During its annual meeting earlier this week, the American Bar Association's policy-making House of Delegates compiled its collective wisdom and made recommendations to the legislative branch on many prescient legal matters including federal judicial nomination process, access to courts for military personnel and international criminal court procedure.

The two days of sessions in New York City were characterized as "productive" by Ohio delegation member and Ohio State Bar Association Assistant Executive Director Bill Weisenberg.

The 555 delegates from all 50 states approved recommendations to urge the U.S. Congress to expand active duty military members' access to the courts, especially when they are victims of government conduct deemed tortious. The recommendation is a call for the effective nullification of the Feres Doctrine, which denies military members access to the courts when they are victims of wrongful government conduct.

Weisenberg said the vote to send the recommendation was almost unanimous.

"To provide our veterans with access and assistance in their legal matters, everybody thought it was the right thing to do," said Weisenberg. "There was no resistance of that to my knowledge."

The recommendation dispenses with a semantic issue in allowing access to courts for conduct that occurs "during a time of war," altering the applicable situation to "during time of armed conflict," thereby bringing the conflicts in Iraq and Afghanistan under the tort umbrella as declarations of war were never officially made.

To revise the confirmation process for federal judges that incoming ABA President H. Thomas Wells Jr. said "too often involves lengthy, partisan conflict and delay," the delegates also adopted a recommendation encouraging senators and delegates in each state to create bipartisan commissions to evaluate the qualifications of prospective candidates for nomination to U.S. district and courts of appeals.

The body also pushed through a resolution to urge the U.S. government to broaden its involvement with the International Criminal Court and to participate in all future sessions of the ICC's governing body, the Assembly of States Parties. According to the ABA, by cooperating with the court's investigations and proceedings, the international rule of law could thus be enhanced.

Other resolutions addressed international recovery of child support, federal review of disproportionate representation of racial and ethnic minority children in the child welfare system, bylaw amendments to the Bar Association of the District of Columbia concerning post secondary education studies, revision of life-sustaining medical treatment procedures based on the Physicians Orders for Life-Sustaining Treatment or "POLST" rules, and recommendations to improve prescription drug monitoring programs nationwide.

The House of Delegates also adopted proposals to recommend that trial judges sensitize jurors to the possibility of error when defendants are identified by eyewitnesses of a different race and press the U.S. government to allow clinicians to provide medications to the partners of patients whom they are treating for sexually transmitted diseases without prior examination of the partners.

All told, some four dozen recommendations were approved by the delegates.

Concerning a recent government report on hiring practices of the Justice Department, U.S. Attorney General Michael Mukasey encouraged the delegates to discuss professionalism in the department.

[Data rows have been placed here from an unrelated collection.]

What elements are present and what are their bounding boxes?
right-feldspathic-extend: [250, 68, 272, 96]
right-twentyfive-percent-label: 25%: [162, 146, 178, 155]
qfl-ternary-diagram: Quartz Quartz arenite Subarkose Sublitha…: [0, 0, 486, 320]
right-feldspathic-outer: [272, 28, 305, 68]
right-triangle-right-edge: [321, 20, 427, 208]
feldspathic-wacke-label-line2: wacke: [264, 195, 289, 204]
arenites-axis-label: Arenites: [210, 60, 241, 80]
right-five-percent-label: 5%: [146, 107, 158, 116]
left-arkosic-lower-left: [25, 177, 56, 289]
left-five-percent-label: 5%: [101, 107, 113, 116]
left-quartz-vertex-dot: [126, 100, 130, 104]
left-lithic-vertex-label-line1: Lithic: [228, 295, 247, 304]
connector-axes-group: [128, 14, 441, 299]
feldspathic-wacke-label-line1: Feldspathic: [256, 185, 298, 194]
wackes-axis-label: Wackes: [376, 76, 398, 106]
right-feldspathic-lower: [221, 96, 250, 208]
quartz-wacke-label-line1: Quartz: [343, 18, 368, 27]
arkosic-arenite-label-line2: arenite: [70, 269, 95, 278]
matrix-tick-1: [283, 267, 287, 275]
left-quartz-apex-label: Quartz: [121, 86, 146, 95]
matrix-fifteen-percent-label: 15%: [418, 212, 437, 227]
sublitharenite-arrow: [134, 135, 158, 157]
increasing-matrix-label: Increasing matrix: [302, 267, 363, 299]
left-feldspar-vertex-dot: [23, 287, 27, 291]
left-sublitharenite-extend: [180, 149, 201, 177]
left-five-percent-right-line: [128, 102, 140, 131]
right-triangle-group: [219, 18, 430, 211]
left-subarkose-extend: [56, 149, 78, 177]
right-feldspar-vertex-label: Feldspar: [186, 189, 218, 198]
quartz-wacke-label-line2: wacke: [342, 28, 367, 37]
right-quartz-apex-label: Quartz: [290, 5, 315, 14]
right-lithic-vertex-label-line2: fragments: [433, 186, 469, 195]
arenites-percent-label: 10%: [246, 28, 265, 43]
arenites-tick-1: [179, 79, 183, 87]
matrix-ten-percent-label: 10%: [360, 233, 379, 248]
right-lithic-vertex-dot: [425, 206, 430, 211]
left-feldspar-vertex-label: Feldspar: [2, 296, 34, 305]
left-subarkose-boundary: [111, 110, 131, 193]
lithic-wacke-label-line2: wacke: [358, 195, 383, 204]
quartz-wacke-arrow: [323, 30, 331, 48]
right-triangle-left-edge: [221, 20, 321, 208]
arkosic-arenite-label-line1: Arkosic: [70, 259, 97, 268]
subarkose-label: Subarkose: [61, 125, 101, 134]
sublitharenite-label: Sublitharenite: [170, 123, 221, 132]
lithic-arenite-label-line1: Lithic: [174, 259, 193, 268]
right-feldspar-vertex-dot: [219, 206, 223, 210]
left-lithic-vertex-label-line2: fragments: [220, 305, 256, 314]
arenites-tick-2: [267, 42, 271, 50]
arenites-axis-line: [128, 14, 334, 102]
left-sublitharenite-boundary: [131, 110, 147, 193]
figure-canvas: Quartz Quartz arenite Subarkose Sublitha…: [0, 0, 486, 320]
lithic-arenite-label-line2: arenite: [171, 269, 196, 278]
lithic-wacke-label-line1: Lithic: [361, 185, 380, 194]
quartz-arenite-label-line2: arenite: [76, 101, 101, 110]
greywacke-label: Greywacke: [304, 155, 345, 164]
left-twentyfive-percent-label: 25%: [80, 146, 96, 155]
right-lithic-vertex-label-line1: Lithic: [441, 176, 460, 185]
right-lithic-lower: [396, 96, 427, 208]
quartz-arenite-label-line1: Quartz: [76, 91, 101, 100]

"The mission of the Justice Department is the even-handed application of the Constitution enacted under it," said Mukasey. "That mission has to start with the even-handed application of the laws within our department."

During the session, Judge Patricia Wald was awarded the ABA Medal for 2008, the association's highest honor which is not given annually and only when an individual has rendered "exceptionally distinguished service to the cause of American jurisprudence."

Wald, the first woman judge on the U.S. Court of Appeals for the District of Columbia, recently represented the United States on the International Criminal Tribunal for the former Yugoslavia.

Attorney Lee Kolczon of Sheffield Village, an Ohio delegate, said none of the issues addressed would directly affect his concerns as a representative for the general practice and small firm division.